Friday, February 11, 2005

Who gets the credit (or blame) for Web Service / Service Oriented Architectures

The SOA blog asks the interesting question Who gets the credit (or blame) for Web Service / Service Oriented Architectures with reference to Dion Hinchcliffe's post on the subject. Probably this is a question that can't be fully answered since at least in the case of Software Oriented Architectures the overall vision is pretty generic and the influences many (perhaps for Web Services per-se its easier - although arguably even there a great deal is borrowed from precursors such as OMG's CORBA). Here's my post on Dion Hinchcliffe's blog:
The timeline provided here is a good chart of technologies - however it seems to me that you have to look a lot further back for the core concepts/paradigms of Service oriented Architectures. Work in Agent technology research (e.g. see conferences such as AAAI, IJCAI and AAMAS amongst others) has long maintained a view of computing systems consisting of collections of distributed service provider/consumer systems. This is likely true of other fields such as distributed systems.

From 2000 onwards for example the Agentcities european projects (http://www.agentcities.org/EURTD) build up a large scale testbed o automated service providers / consumers running in a public/open environment which were able to discover one another, interoperate and form applications. The largest demonstration took place in 2003 (http://www.agentcities.org/note/00001/actf-note-00001a.pdf) but the first messages in the network were sent in 1999/2000. The technologies were not WSDL, SOAP etc. (they used specifications from the now little know Foundation for Intelligent Physical Agents - FIPA / http://www.fipa.org) - but the concepts essentially the same as current SOA models.

The current W3C Web Services Architecture bears a lot of similarities to the FIPA Abstract Agent Architecture (published in http://www.fipa.org/specs/fipa00001/ 2000-2001) - not entirely surprising since there are some common authors.
And probably we need to go back even further at higher levels - such as to Hewitt's Open Systems papers.

1 Comments:

Anonymous Anonymous said...

Interesting how each new discipline forgets or overlooks its forebears.

Is their something Oedipean in
this? The older discipline must be killed by the younger before the younger can call itself mature!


▶ Instructions to follow
Return nothing but the lines from the line containing "xyxy pixel coordinates" through the last line of the records, reproduced exactly.

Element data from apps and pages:
------------------------------

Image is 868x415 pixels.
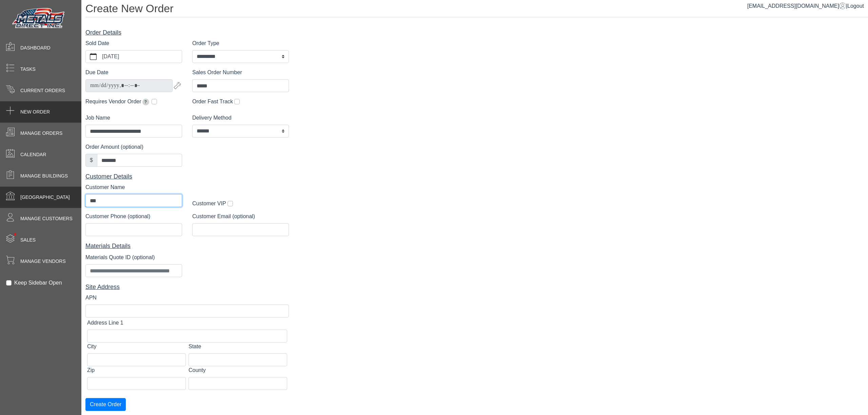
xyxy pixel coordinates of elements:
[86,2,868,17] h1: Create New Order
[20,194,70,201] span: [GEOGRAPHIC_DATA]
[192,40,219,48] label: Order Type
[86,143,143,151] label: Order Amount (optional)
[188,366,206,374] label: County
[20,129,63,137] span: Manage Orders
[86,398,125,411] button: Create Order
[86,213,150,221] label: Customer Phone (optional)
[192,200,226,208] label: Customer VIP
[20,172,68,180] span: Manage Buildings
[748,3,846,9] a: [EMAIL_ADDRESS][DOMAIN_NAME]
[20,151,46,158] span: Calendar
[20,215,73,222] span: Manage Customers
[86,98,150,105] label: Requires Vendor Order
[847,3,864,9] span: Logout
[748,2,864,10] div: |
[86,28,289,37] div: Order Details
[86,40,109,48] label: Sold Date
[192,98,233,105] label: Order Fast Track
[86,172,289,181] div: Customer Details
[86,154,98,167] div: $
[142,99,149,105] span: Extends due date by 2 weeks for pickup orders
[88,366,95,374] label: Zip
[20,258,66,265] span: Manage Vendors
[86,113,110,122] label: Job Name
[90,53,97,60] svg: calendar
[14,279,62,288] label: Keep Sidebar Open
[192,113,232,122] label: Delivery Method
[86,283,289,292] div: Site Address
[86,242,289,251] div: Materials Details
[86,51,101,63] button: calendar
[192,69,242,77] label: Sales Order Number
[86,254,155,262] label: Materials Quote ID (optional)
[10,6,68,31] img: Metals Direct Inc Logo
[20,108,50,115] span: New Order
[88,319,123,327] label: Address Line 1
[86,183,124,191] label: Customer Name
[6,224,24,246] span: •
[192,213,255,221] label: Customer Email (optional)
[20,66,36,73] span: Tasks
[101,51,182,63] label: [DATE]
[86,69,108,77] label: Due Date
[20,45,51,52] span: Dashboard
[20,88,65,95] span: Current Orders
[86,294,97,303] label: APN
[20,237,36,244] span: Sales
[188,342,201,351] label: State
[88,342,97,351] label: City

------------------------------

▶ Solution to the exercise
xyxy pixel coordinates of elements:
[86,2,868,17] h1: Create New Order
[20,194,70,201] span: [GEOGRAPHIC_DATA]
[192,40,219,48] label: Order Type
[86,143,143,151] label: Order Amount (optional)
[188,366,206,374] label: County
[20,129,63,137] span: Manage Orders
[86,398,125,411] button: Create Order
[86,213,150,221] label: Customer Phone (optional)
[192,200,226,208] label: Customer VIP
[20,172,68,180] span: Manage Buildings
[748,3,846,9] a: [EMAIL_ADDRESS][DOMAIN_NAME]
[20,151,46,158] span: Calendar
[20,215,73,222] span: Manage Customers
[86,98,150,105] label: Requires Vendor Order
[847,3,864,9] span: Logout
[748,2,864,10] div: |
[86,28,289,37] div: Order Details
[86,40,109,48] label: Sold Date
[192,98,233,105] label: Order Fast Track
[86,172,289,181] div: Customer Details
[86,154,98,167] div: $
[142,99,149,105] span: Extends due date by 2 weeks for pickup orders
[88,366,95,374] label: Zip
[20,258,66,265] span: Manage Vendors
[86,113,110,122] label: Job Name
[90,53,97,60] svg: calendar
[14,279,62,288] label: Keep Sidebar Open
[192,113,232,122] label: Delivery Method
[86,283,289,292] div: Site Address
[86,242,289,251] div: Materials Details
[86,51,101,63] button: calendar
[192,69,242,77] label: Sales Order Number
[86,254,155,262] label: Materials Quote ID (optional)
[10,6,68,31] img: Metals Direct Inc Logo
[20,108,50,115] span: New Order
[88,319,123,327] label: Address Line 1
[86,183,124,191] label: Customer Name
[6,224,24,246] span: •
[192,213,255,221] label: Customer Email (optional)
[20,66,36,73] span: Tasks
[101,51,182,63] label: [DATE]
[86,69,108,77] label: Due Date
[20,45,51,52] span: Dashboard
[20,88,65,95] span: Current Orders
[86,294,97,303] label: APN
[20,237,36,244] span: Sales
[188,342,201,351] label: State
[88,342,97,351] label: City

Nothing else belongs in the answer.